Summer Poetry

Summer-Poetry

Poems penned by the local community


THE PICNIC

A basket of joy.
An afternoon of dreams.
A rolled up blanket opened
And spread like warm butter
On the parched earth.

Thin sarnies
And melted Penguins
Soft berries
And bashed up scotch eggs
Wrapped in foil
And love.

Warmed water
A platoon of ants
And buzzy things
And mozzies
And crawly things.

Sandwich crusts
And Penguin wrappers
Mushed up berries
And half-eaten eggs
Still wrapped in foil
And love.

We return home
Through whispering meadows
And wandering lanes
Sleepy and happy
To our bedtime rest.

David James
Whitchurch


NOW DOES SUMMER

Now does summer in all its glory reign
The season brought more fine by the herald that is spring
Its cloak of green that to winter did so restrain
And its warming breezes that of coming joys did sing,
In a field of so new a life to stand there proud
With golden rays its glory path to light
And creatures all their voices to trumpet and to sound out loud
That it may make their echoes wide and bright,
So then do blooms and blossoms on countless boughs to swathe
Their fragrance to float wherever air may flow
To meadows, hedgerows and many a garden to bathe
And further life to touch and there to onward grow;
The summer is of greatness in many forms to take
That nature in its span of time is ever more to make.

David Morris
Llandaff North


NEXT LIFE, YEAH?

We dreamed together, apart
Of a summer’s day at the beach.
Just us.
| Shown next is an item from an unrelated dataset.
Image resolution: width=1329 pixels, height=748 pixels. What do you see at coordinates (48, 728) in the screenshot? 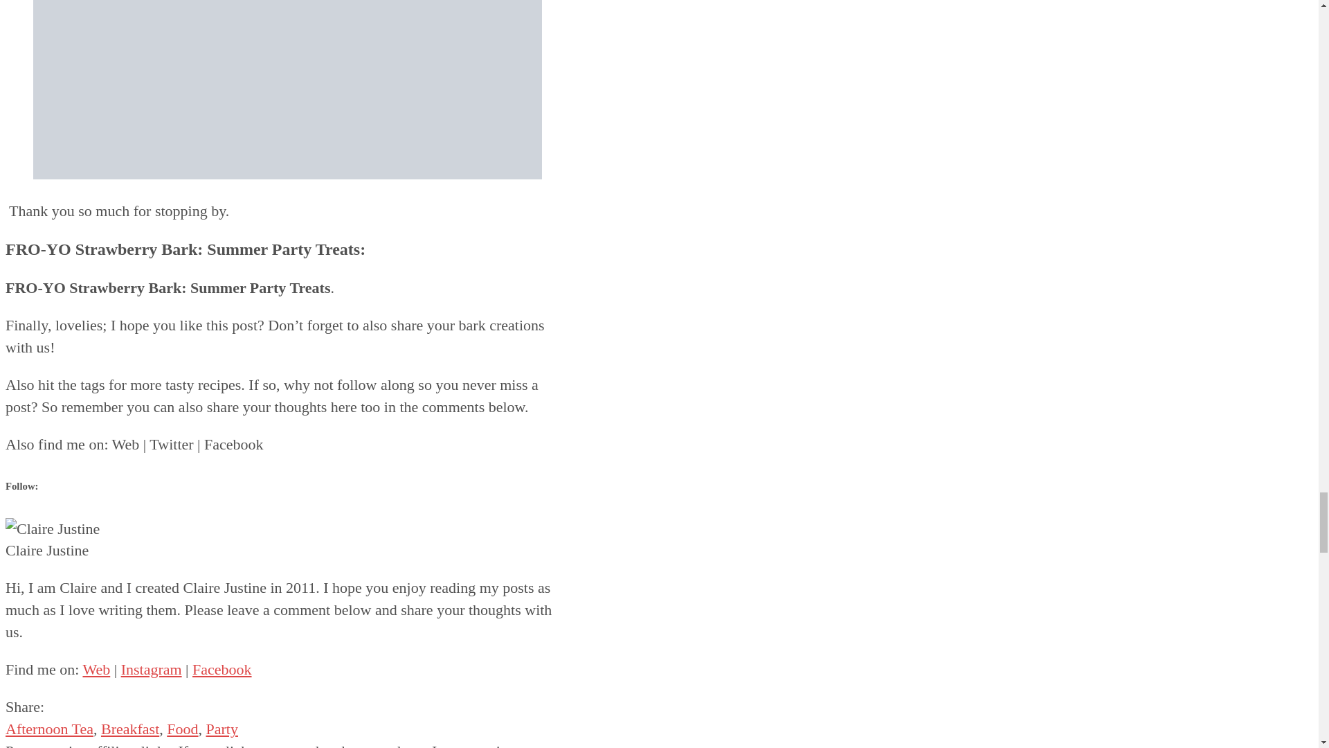
I see `Afternoon Tea` at bounding box center [48, 728].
Doing normal things.
Watching the slow dance of the colours.
The creams, the blues, the pinks.
But we never existed.
And our outcrop stays empty.

Alec Harvey
Cardiff


NO-MOW SUMMER

A polite suburban no-no.
Old mowers on go-slow.
Pianissimo.
The bowling green no longer
“Comme il faut,”
For longer is the educated,
Rated, stated – the hype of stripes old hat –
“Status Quo.”

Let it grow, let it grow, let it grow.

Be a bumble bee impresario
Apropos
An insect’s mojo
Apropos
The sward’s proposal for
A norm of swarms,
And wingey thing that
Sting,
Unsung –
And throng.

Let the shearers reappear.
Let the meadow overthrow
Slick Sunday – bracered blades.
Let the scythe arrive.
Let the buttercups and yellow vetches
Thrive. Accolades!
Let the trove of nature’s giving
Salve and save forlorn lawns shorn.

And so, “Bravissimo,”

Let it grow, let it grow, let it grow.

Nigel Phillips
Whitchurch


Barry Harbour in July

I saunter past the Ship Inn
And the boat which is now a flowerbed
Sporting a magical kaleidoscope of colour.
The wrecked boats in the harbour
Have yet to be removed yet I sense their ghosts
As people try to restrain excited dogs
On this warm summer’s day by the seaside
As I watch a tanker and seagulls glide.

It is low tide on Barry Harbour;
The sun paints the placid estuary silver
And the Quantock Hills are perfectly clear
As my shadow lingers at my side.
I travel to the water’s edge
Where half-hearted waves sizzle on the shore
Then I wander past the grey harbour wall
Which unlike myself, has not aged at all.